Sociologist Alma Calderón assumed the coordination of an initiative aimed at reducing inequalities and discrimination against women in the region.
Sociologist Alma Calderón sees the new gender observatory to be set up by the Universidad Católica del Maule (UCM) in Talca as a “disruptive” instance, with the capacity to break the established rules.
Calderón, who holds a doctorate in Gender Studies from the University of Barcelona, arrived at the campus as coordinator of the project that will open the so-called “ADA” center.
“It will be disruptive in a good sense, because it will create tension in spaces inside and outside the institution, where the view is usually androcentric and rigid, with the aim of developing innovative proposals and methodologies to address reality,” she said.
“In addition to the challenge of making gaps, inequalities and opportunities visible,” she added, ”the observatory will have the challenge of carrying out epistemic surveillance, as a space that eventually validates how to generate proposals and scientific knowledge with a gender approach.
Last October, the university was awarded resources from the Agency for Research and Development (ANID) to set up an observatory to characterize the reality of women in research and innovation. The center will be named after the first female computer programmer, Ada Byron.
“One of the initial phases will be to make the work of women researchers, scientists, thinkers and philosophers visible and then ask why they have not been made visible, why these historical shadows exist in the universe of scientific knowledge,” added the professional.
Encouraging vocation
Motivating more women to enter the world of Science, Technology, Engineering and Mathematics (STEM) has become a priority in Chile, where various public policies aim to reduce gender gaps in access to higher education. For this reason, the increase in the number of women selected for careers in these fields, which grew from 30 to 32 percent in one year, was received as encouraging news.
“The idea is for the observatory to be a reference in the region and to manage to articulate agents and educational institutions, integrating them into the cultural change that is already underway,” said Calderón, who recently obtained her doctorate degree with ‘Cum Laude’ distinction.
“I focused my research on women and dissidence in the culture and music industry. It was not a musical aesthetic analysis, but rather I approached the social dimension of how young women in particular promote new forms of organization, mediated by technologies. Music plays a more identitary role, a sense of belonging, and gives a positioning and an enunciation in the face of cultural reality.
Although my object of study was focused on the area of culture, my theoretical framework helps to explain phenomena that are framed in the intersection between music, science and technologies with a gender approach,” she said.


◆ **Exercise objective**:
In your answer, set down the records below exactly as they stand, omitting pictures.

START Source data

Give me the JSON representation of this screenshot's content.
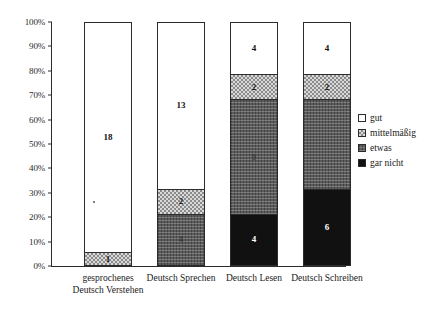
{
  "chart_data": {
    "type": "bar",
    "stacked": true,
    "normalized": true,
    "title": "",
    "xlabel": "",
    "ylabel": "",
    "ylim": [
      0,
      100
    ],
    "grid": false,
    "legend_position": "right",
    "y_ticks": [
      "0%",
      "10%",
      "20%",
      "30%",
      "40%",
      "50%",
      "60%",
      "70%",
      "80%",
      "90%",
      "100%"
    ],
    "categories": [
      "gesprochenes\nDeutsch Verstehen",
      "Deutsch Sprechen",
      "Deutsch Lesen",
      "Deutsch Schreiben"
    ],
    "series": [
      {
        "name": "gut",
        "key": "gut",
        "color": "#ffffff",
        "values": [
          18,
          13,
          4,
          4
        ]
      },
      {
        "name": "mittelmäßig",
        "key": "mittel",
        "color": "#d9d9d9",
        "values": [
          1,
          2,
          2,
          2
        ]
      },
      {
        "name": "etwas",
        "key": "etwas",
        "color": "#5c5c5c",
        "values": [
          0,
          4,
          9,
          7
        ]
      },
      {
        "name": "gar nicht",
        "key": "garnicht",
        "color": "#111111",
        "values": [
          0,
          0,
          4,
          6
        ]
      }
    ],
    "bars": [
      {
        "category": "gesprochenes\nDeutsch Verstehen",
        "line1": "gesprochenes",
        "line2": "Deutsch Verstehen",
        "total": 19,
        "segments": [
          {
            "series": "gut",
            "value": 18,
            "label": "18",
            "percent": 94.7
          },
          {
            "series": "mittelmäßig",
            "value": 1,
            "label": "1",
            "percent": 5.3
          }
        ]
      },
      {
        "category": "Deutsch Sprechen",
        "line1": "Deutsch Sprechen",
        "line2": "",
        "total": 19,
        "segments": [
          {
            "series": "gut",
            "value": 13,
            "label": "13",
            "percent": 68.4
          },
          {
            "series": "mittelmäßig",
            "value": 2,
            "label": "2",
            "percent": 10.5
          },
          {
            "series": "etwas",
            "value": 4,
            "label": "4",
            "percent": 21.1
          }
        ]
      },
      {
        "category": "Deutsch Lesen",
        "line1": "Deutsch Lesen",
        "line2": "",
        "total": 19,
        "segments": [
          {
            "series": "gut",
            "value": 4,
            "label": "4",
            "percent": 21.1
          },
          {
            "series": "mittelmäßig",
            "value": 2,
            "label": "2",
            "percent": 10.5
          },
          {
            "series": "etwas",
            "value": 9,
            "label": "9",
            "percent": 47.4
          },
          {
            "series": "gar nicht",
            "value": 4,
            "label": "4",
            "percent": 21.1
          }
        ]
      },
      {
        "category": "Deutsch Schreiben",
        "line1": "Deutsch Schreiben",
        "line2": "",
        "total": 19,
        "segments": [
          {
            "series": "gut",
            "value": 4,
            "label": "4",
            "percent": 21.1
          },
          {
            "series": "mittelmäßig",
            "value": 2,
            "label": "2",
            "percent": 10.5
          },
          {
            "series": "etwas",
            "value": 7,
            "label": "",
            "percent": 36.8
          },
          {
            "series": "gar nicht",
            "value": 6,
            "label": "6",
            "percent": 31.6
          }
        ]
      }
    ],
    "legend": [
      {
        "label": "gut",
        "swatch": "gut"
      },
      {
        "label": "mittelmäßig",
        "swatch": "mittel"
      },
      {
        "label": "etwas",
        "swatch": "etwas"
      },
      {
        "label": "gar nicht",
        "swatch": "garnicht"
      }
    ]
  }
}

END Source data

◆ **Response below**:
Give me the JSON representation of this screenshot's content.
{
  "chart_data": {
    "type": "bar",
    "stacked": true,
    "normalized": true,
    "title": "",
    "xlabel": "",
    "ylabel": "",
    "ylim": [
      0,
      100
    ],
    "grid": false,
    "legend_position": "right",
    "y_ticks": [
      "0%",
      "10%",
      "20%",
      "30%",
      "40%",
      "50%",
      "60%",
      "70%",
      "80%",
      "90%",
      "100%"
    ],
    "categories": [
      "gesprochenes\nDeutsch Verstehen",
      "Deutsch Sprechen",
      "Deutsch Lesen",
      "Deutsch Schreiben"
    ],
    "series": [
      {
        "name": "gut",
        "key": "gut",
        "color": "#ffffff",
        "values": [
          18,
          13,
          4,
          4
        ]
      },
      {
        "name": "mittelmäßig",
        "key": "mittel",
        "color": "#d9d9d9",
        "values": [
          1,
          2,
          2,
          2
        ]
      },
      {
        "name": "etwas",
        "key": "etwas",
        "color": "#5c5c5c",
        "values": [
          0,
          4,
          9,
          7
        ]
      },
      {
        "name": "gar nicht",
        "key": "garnicht",
        "color": "#111111",
        "values": [
          0,
          0,
          4,
          6
        ]
      }
    ],
    "bars": [
      {
        "category": "gesprochenes\nDeutsch Verstehen",
        "line1": "gesprochenes",
        "line2": "Deutsch Verstehen",
        "total": 19,
        "segments": [
          {
            "series": "gut",
            "value": 18,
            "label": "18",
            "percent": 94.7
          },
          {
            "series": "mittelmäßig",
            "value": 1,
            "label": "1",
            "percent": 5.3
          }
        ]
      },
      {
        "category": "Deutsch Sprechen",
        "line1": "Deutsch Sprechen",
        "line2": "",
        "total": 19,
        "segments": [
          {
            "series": "gut",
            "value": 13,
            "label": "13",
            "percent": 68.4
          },
          {
            "series": "mittelmäßig",
            "value": 2,
            "label": "2",
            "percent": 10.5
          },
          {
            "series": "etwas",
            "value": 4,
            "label": "4",
            "percent": 21.1
          }
        ]
      },
      {
        "category": "Deutsch Lesen",
        "line1": "Deutsch Lesen",
        "line2": "",
        "total": 19,
        "segments": [
          {
            "series": "gut",
            "value": 4,
            "label": "4",
            "percent": 21.1
          },
          {
            "series": "mittelmäßig",
            "value": 2,
            "label": "2",
            "percent": 10.5
          },
          {
            "series": "etwas",
            "value": 9,
            "label": "9",
            "percent": 47.4
          },
          {
            "series": "gar nicht",
            "value": 4,
            "label": "4",
            "percent": 21.1
          }
        ]
      },
      {
        "category": "Deutsch Schreiben",
        "line1": "Deutsch Schreiben",
        "line2": "",
        "total": 19,
        "segments": [
          {
            "series": "gut",
            "value": 4,
            "label": "4",
            "percent": 21.1
          },
          {
            "series": "mittelmäßig",
            "value": 2,
            "label": "2",
            "percent": 10.5
          },
          {
            "series": "etwas",
            "value": 7,
            "label": "",
            "percent": 36.8
          },
          {
            "series": "gar nicht",
            "value": 6,
            "label": "6",
            "percent": 31.6
          }
        ]
      }
    ],
    "legend": [
      {
        "label": "gut",
        "swatch": "gut"
      },
      {
        "label": "mittelmäßig",
        "swatch": "mittel"
      },
      {
        "label": "etwas",
        "swatch": "etwas"
      },
      {
        "label": "gar nicht",
        "swatch": "garnicht"
      }
    ]
  }
}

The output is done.